The industrial consultants Secafi have calculated a €20 million investment would be necessary to make the agricultural tyre section viable. Wamen has approached a conservative European Union parliamentarian, Phillippe Boulland, and Socialist Party regional and departmental government leaders for funding for the Scop—the very forces carrying out the savage attack on workers in France and Europe.
Significantly, the previous day, when lobbying a meeting of Goodyear France’s Central Works Committee (CCE) discussing the arrangements for the closure of the site, 300 Amiens-Nord workers, under the direction of the union, did not confront the police guarding the company’s headquarters near Paris as they had on two previous occasions. Instead of throwing eggs they pelted the cops with roses.
This was a peace gesture to the Socialist Party government, which is preparing harsh repression against the mass resistance to austerity and sackings. Minister of the Interior Manuel Vals gave instructions on January 30 to the SDIG police intelligence service to “closely” follow developments at troubled companies where labor unrest could break out. The order called for police to monitor plans for labor actions and watch out for “threats to production in the event of a radicalization of the conflict.” It noted, “In an economic downturn … it is important to closely monitor the situation in vulnerable companies or sectors.” (See: “French government prepares repression against workers”)
The CGT supported the election of Hollande and is committed to its nationalist program of making French capitalism more “competitive” through a historic attack on the social position and achievements of the working class.
It is clear from the 50th Congress, which took place between March 18 and 22, that the CGT is promoting cooperatives as a means of preventing workers’ struggles from challenging the government and the capitalist system it supports.
The CGT gave great prominence to the Amiens-Nord Scop as a means of fighting unemployment. The Communist Party paper l’Humanité on March 19 enthused, “More and more firms in struggle are considering forming Scops to free themselves from shareholders and purely financial considerations”. It mentions several supposedly “perfectly viable” cooperatives represented at the congress, asserting that the CGT proposal at Amiens-Nord “would be saving some of its 1,200 jobs. The idea is attractive and is posed more and more as a concrete means of resistance to the logic of neo-liberal economics.”

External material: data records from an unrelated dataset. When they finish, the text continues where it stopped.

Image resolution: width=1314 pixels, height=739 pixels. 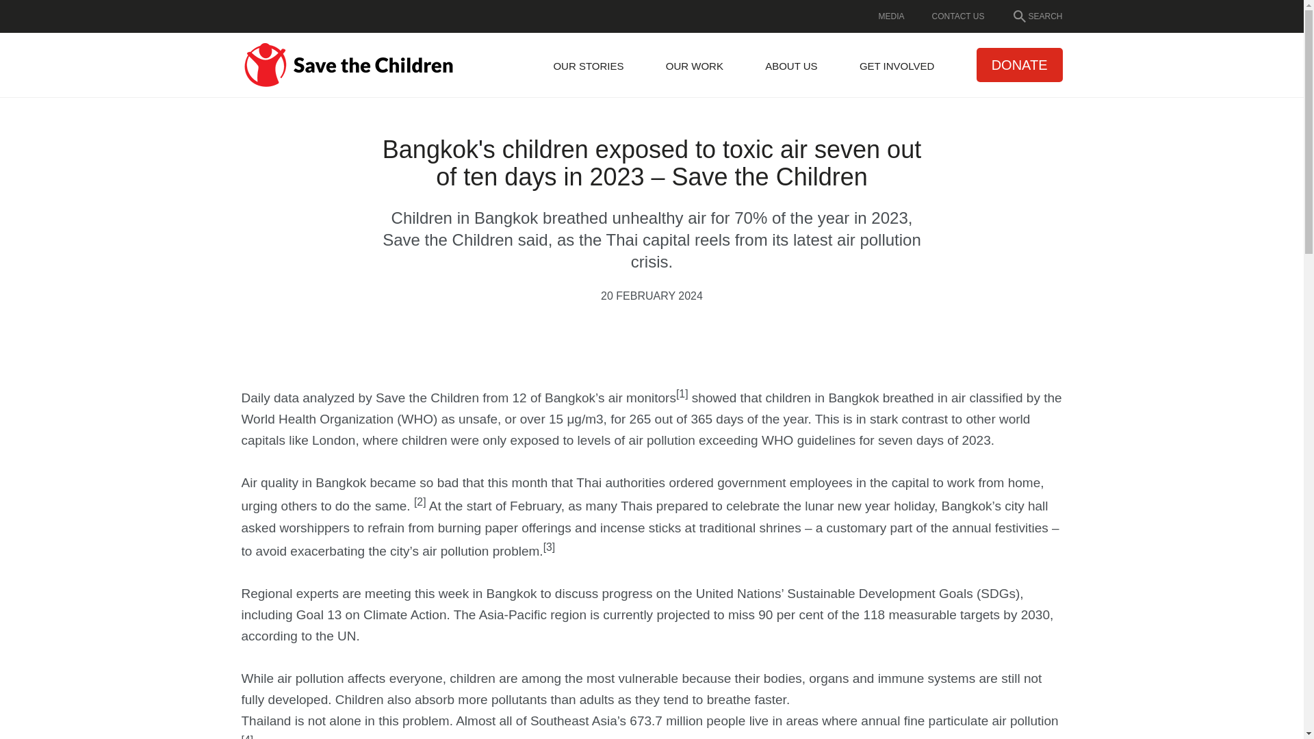 What do you see at coordinates (958, 15) in the screenshot?
I see `CONTACT US` at bounding box center [958, 15].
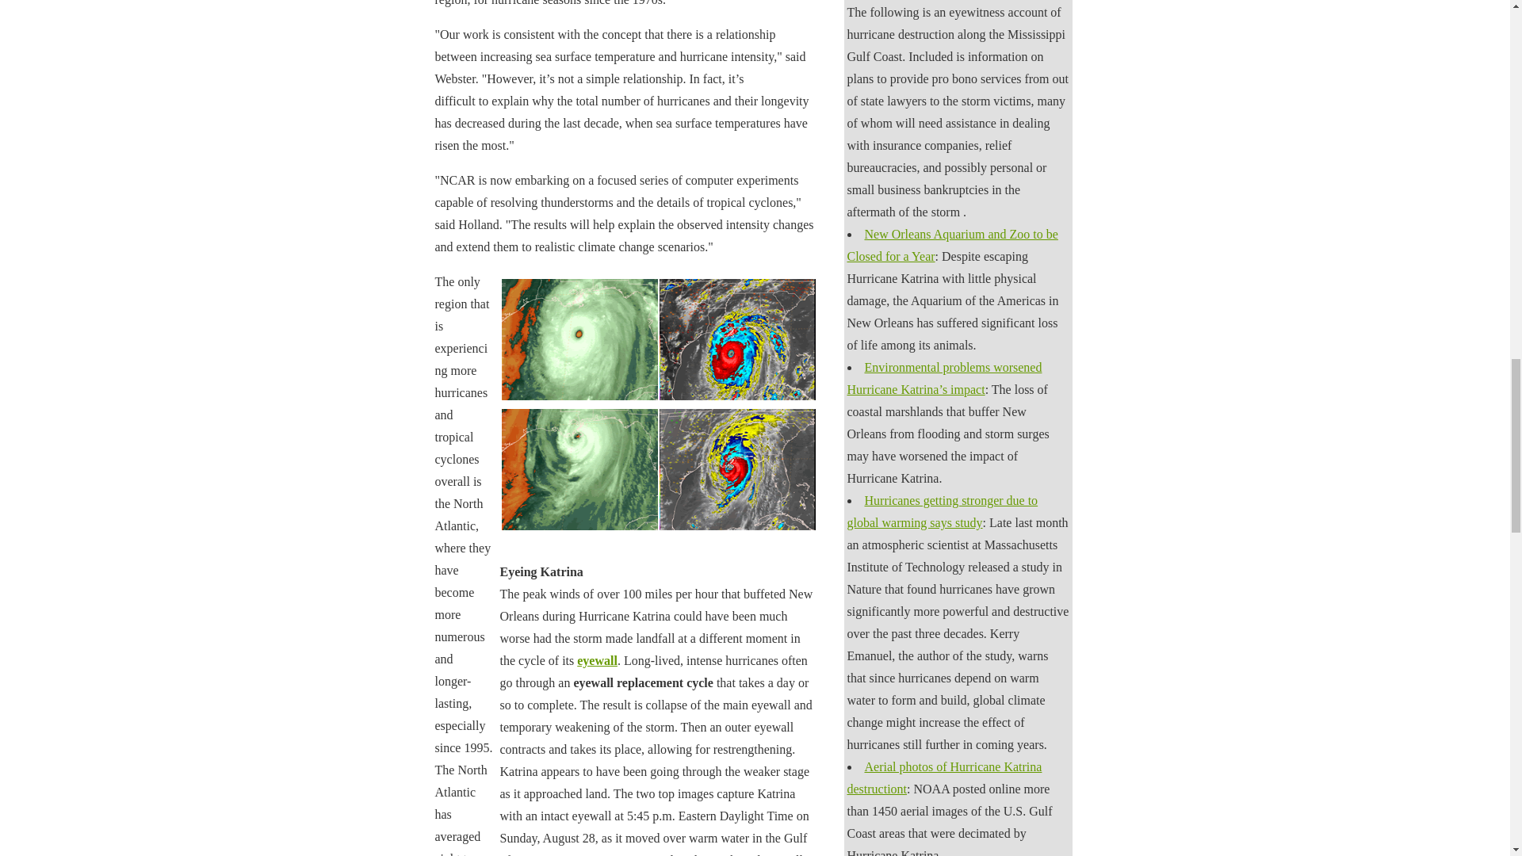 Image resolution: width=1522 pixels, height=856 pixels. I want to click on Hurricanes getting stronger due to global warming says study, so click(941, 512).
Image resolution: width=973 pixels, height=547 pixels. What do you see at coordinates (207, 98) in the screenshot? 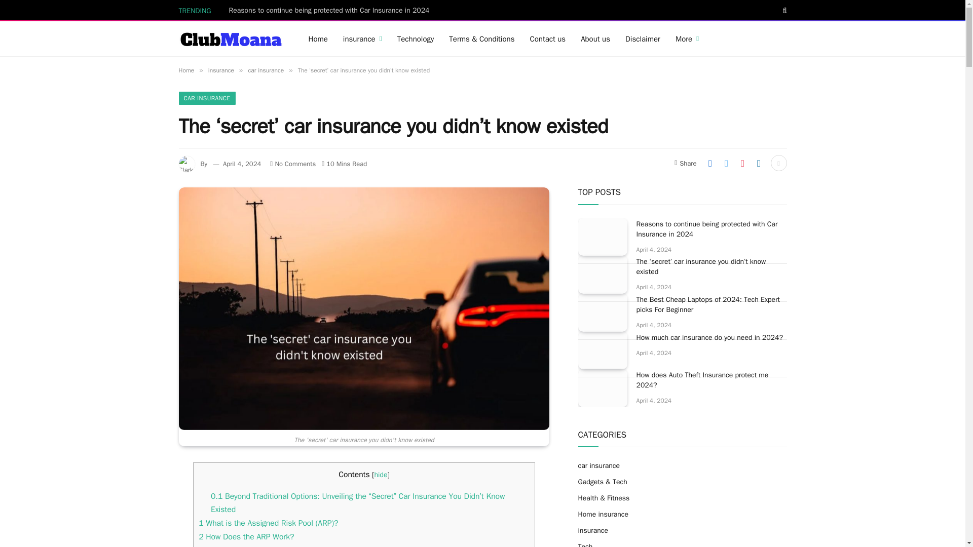
I see `CAR INSURANCE` at bounding box center [207, 98].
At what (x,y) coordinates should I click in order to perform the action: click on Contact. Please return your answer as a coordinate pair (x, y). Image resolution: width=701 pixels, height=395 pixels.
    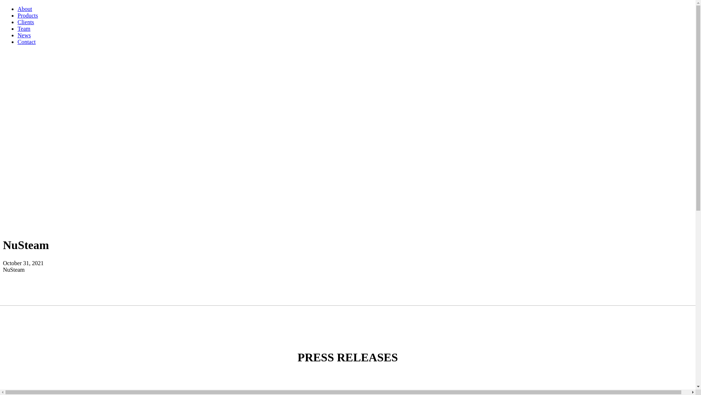
    Looking at the image, I should click on (355, 42).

The Stalinist daily on March 12 cites the Hélio-Corbeil printers as an example of what “the trade unions are proposing” but has to admit that Helio workers had to give up €1.8 million to continue production. Out of the 120 workers still at the factory, 80 agreed to invest 3 months’ salary and their redundancy money—€5,000 per person. They are also obliged to take out loans from their regional council, the Cooperative Credit bank and the arms manufacturer Dassault, which they must pay back.
Helio’s former CGT leader, Bruno Arsa, now the manager, earns the highest wage in the firm and asks, “How can a trade union—when the workers have formed a Scop—become a real anti-capitalist force?”